Operational excellence becomes a foundation for growth rather than a distraction from it.

Firms that treat efficiency as a strategic discipline, rather than a cost-cutting exercise, are better positioned to respond quickly to client needs and compete effectively in a crowded market.

The result is a practice that operates with clarity, focus and agility.

Preserving institutional knowledge in a changing profession

As the legal industry undergoes generational change, firms face a quieter but equally pressing challenge: the transfer of institutional knowledge.

Decades of accumulated experience, client insight and contextual understanding risk being lost as senior partners retire or transition away from active practice.

Leading firms are addressing this challenge deliberately. Rather than relying solely on informal mentoring, they are exploring systematic ways to capture, organise and share expertise across the organisation.

AI-enabled tools can support this effort by surfacing relevant precedents, organising historical insight and making institutional knowledge accessible at critical moments.

The objective is not to automate judgement but to ensure it endures. Firms that succeed in preserving and distributing expertise will maintain continuity, train future leaders more effectively and deliver consistent value to clients over time.

The profitability paradox and the endurance of the billable hour

Despite decades of predictions about its demise, the billable hour remains resilient. Record profitability across many firms reflects its continued alignment with client expectations and firm economics.

Yet AI introduces a new tension. As technology accelerates routine work, it compresses the time traditionally billed for certain tasks, placing pressure on established revenue models.

This paradox creates a strategic inflection point. Efficiency alone is no longer enough. Firms must reinvest the gains created by AI into deliberate, data-informed growth strategies. Winning more work, strengthening relationships and expanding client engagement have become essential to sustaining profitability.

Rather than signaling the end of traditional pricing models, AI highlights the importance of strategic focus. Firms that view profitability as an outcome of leadership and direction, rather than hours logged, are better positioned to thrive in a changing market.

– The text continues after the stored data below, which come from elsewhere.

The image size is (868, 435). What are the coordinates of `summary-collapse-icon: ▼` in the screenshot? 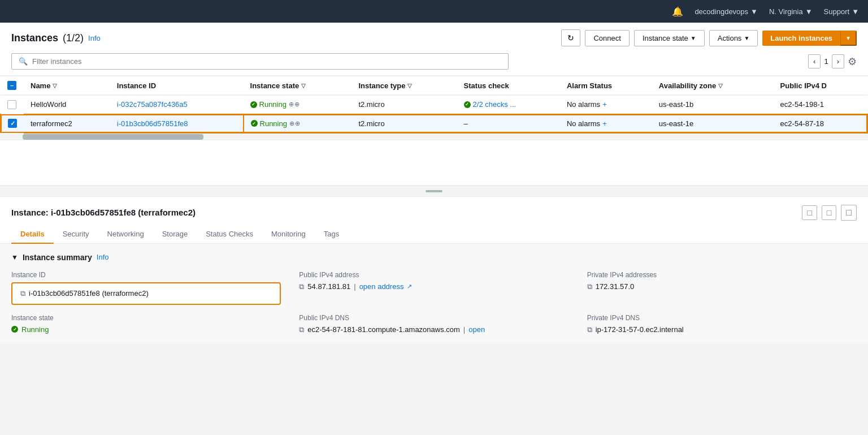 It's located at (15, 257).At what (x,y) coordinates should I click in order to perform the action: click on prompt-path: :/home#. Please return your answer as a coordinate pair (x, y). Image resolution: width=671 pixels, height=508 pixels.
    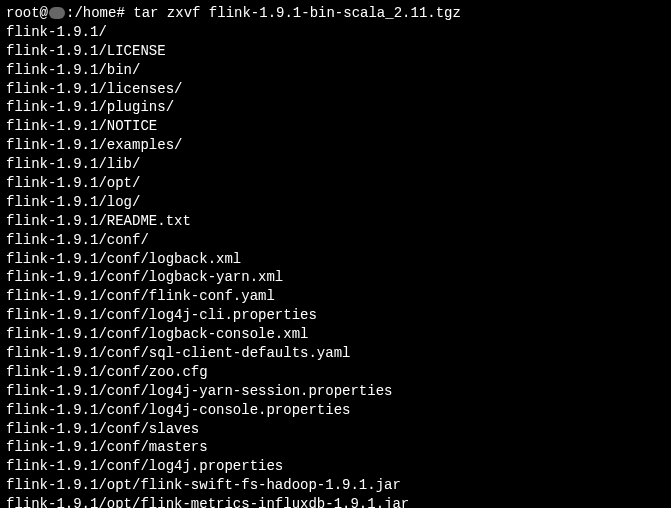
    Looking at the image, I should click on (96, 13).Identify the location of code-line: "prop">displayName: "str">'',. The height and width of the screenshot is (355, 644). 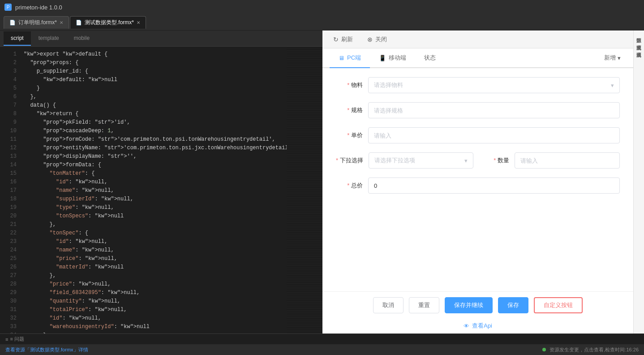
(153, 157).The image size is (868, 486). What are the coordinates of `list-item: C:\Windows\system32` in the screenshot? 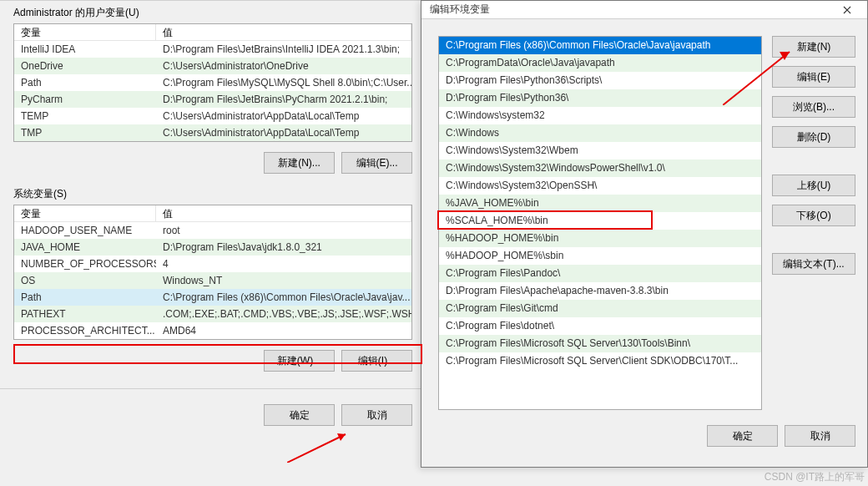 It's located at (600, 115).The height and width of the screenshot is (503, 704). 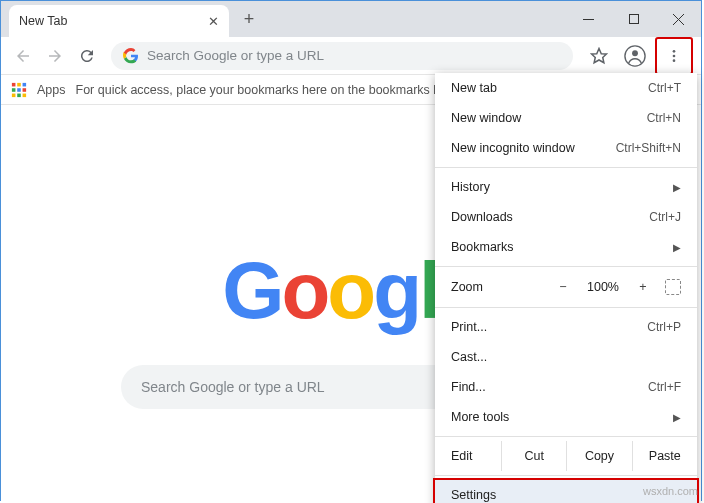 I want to click on menu-cast: Cast..., so click(x=566, y=357). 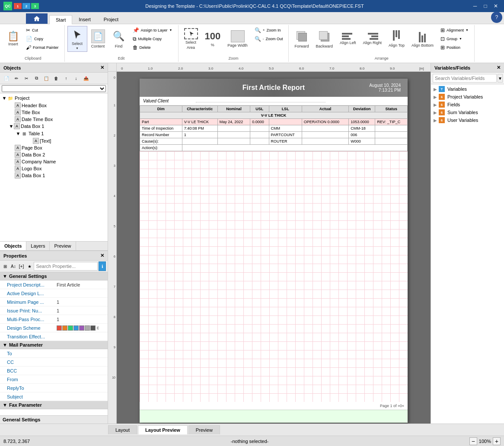 I want to click on vertical-ruler: 0 1 2 3 4 5 6 7 8 9 10, so click(x=112, y=248).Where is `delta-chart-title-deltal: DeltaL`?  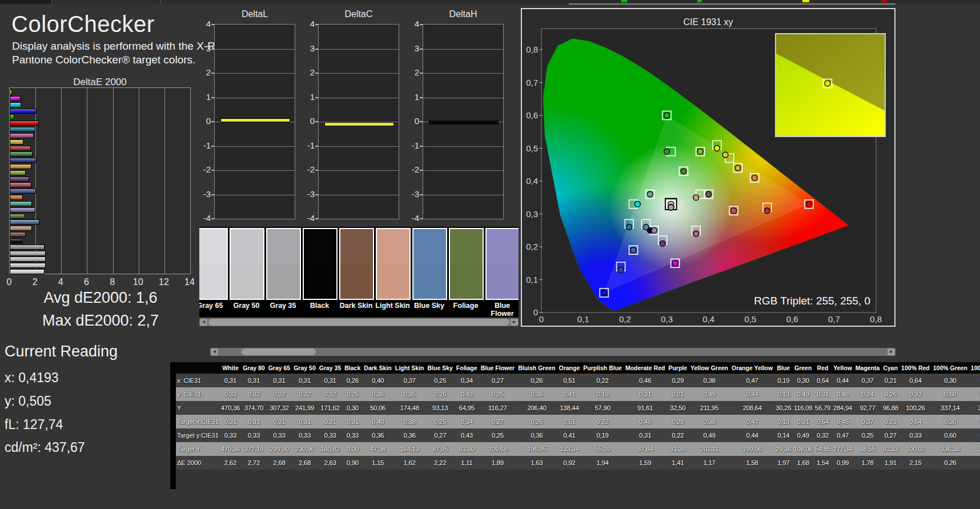
delta-chart-title-deltal: DeltaL is located at coordinates (255, 14).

Using AI and data to move from reactive to proactive practice

The most compelling opportunity presented by AI is not automation, but anticipation. By analysing market trends, legal developments and client activity, firms can identify emerging needs before they surface explicitly.

This proactive approach transforms client relationships. Instead of responding to issues after they arise, firms can engage earlier, offering insight around prevention, preparedness and strategic positioning. Predictive signals help prioritise outreach, tailor advice and allocate resources more effectively.

Clients increasingly value this foresight. Being first to identify a risk or opportunity deepens trust and reinforces the firm’s role as a strategic partner.

When integrated thoughtfully, AI enhances decision-making while preserving the human judgement that defines high-value legal counsel.

A leadership mandate for the years ahead

As AI continues to reshape legal services, the defining factor will not be access to technology, but the ability to operationalise it effectively.

Leadership commitment matters. Adoption, cultural alignment and strategic intent determine whether innovation delivers advantage or remains under-utilised.

The firms pulling ahead are those that encourage experimentation, reward progress and align strategy with the realities of an increasingly competitive market. They recognise that success depends on proactive intelligence, data-informed decisions and operational discipline.

The question facing firm leaders is no longer whether transformation is necessary. It is how quickly insight can be translated into action, and how decisively firms can position themselves for sustained profitability in the years ahead.